A recent NY Times article by Gretchen Reynolds explored why young swimmers have worse respiratory problems than similarly aged and active soccer players. Studies in the European Respiratory Journal and the British Journal of Sports Medicine found that most elite swimmers they examined had inflamed lung tissue or “airway hyper-responsiveness in which the bronchial tubes twitch or spasm excessively in response to cold air and other stimuli.” Some estimate that “one-third of all elite swimmers have full-blown asthma, 80 percent of which began after they took up swimming.”
A visit with Michael Cox, head of the FNSB Parks Department, convinced me that the borough’s pools are safely maintained and operated. Other communities may have problems if their indoor pools are over–chlorinated and under-ventilated. Then, Reynolds wrote, “When chlorine mixes with proteins in the water, such as shredded skin or hair, creating chloramines … These toxic byproducts tend to settle just above the water’s surface – where swimmers breath.” Reynolds adds that swimmers training hours daily in sub-standard pools may be affected but “casual swimmers don’t seem to face much risk.”
Taking it easy with a good book is safer, though what constitutes good reading is also debatable.

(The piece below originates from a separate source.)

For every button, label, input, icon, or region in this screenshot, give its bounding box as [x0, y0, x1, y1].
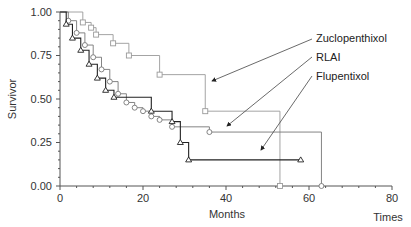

One reader’s favorite work of literature is another’s monumental bore, while fun escapist reading’s often scorned as “trash literature.” My mind changed about that when a library school classmate, one of the brightest people I’ve met, admitted dedicating an evening each week to romance novels. Responding to my dismay, she pointed out her romance books were fast, stimulating reads that were intellectually undemanding, with unvaryingly happy endings.
The American Heritage Dictionary’s definition of “trash” includes “Worthless or offensive literary or artistic material,” and it’s of uncertain origin, perhaps coming from the Norwegian “trask.” My friend read “good” books, too; she just found the formulaic nature of romance novels comfortable, as do readers of science fiction, mysteries, westerns, and other “trash” genres. Nothing’s wrong with that. Just because a book fits into a genre doesn’t demean it, but while Patrick O’Brian’s Aubrey-Maturin series is indisputably great literature, it’s sometimes dismissed for being merely historical fiction.
Are Stephanie Meyer’s “Twilight” series of paranormal-romance vampire novels trashy? Steven Levitt, author of “Freakonomics: A Rogue Economist Explores the Hidden Side of Everything,” wrote last January that he was “absolutely amazed” to learn that “Twilight” and its teen-thrilling sequels were the top four bestsellers simultaneously, selling a combined four million copies in December alone. Levitt picked up a copy and said “I was somewhat disappointed with the book,” he wrote, adding “an outside observer would laugh at that description, given that I read it in less than a week” and had ordered the other three novels in the series. “The seductive thing about the book,” he writes, “is the way that Meyer creates an alternative vampire universe that is embedded into our own world, where the reader ends up liking the vampires more than the people.”
Regardless of the book, reading transports the imagination like no other diversion if it’s written engagingly. Books like “Harry Potter” and Twilight” are converting the book-shy into avid readers – national surveys show that teens are buying 25% more books than a decade ago. If kids’ reading and comprehension skills improve, who cares if they’re reading cereal boxes or “War and Peace”? The same mental muscles are being flexed.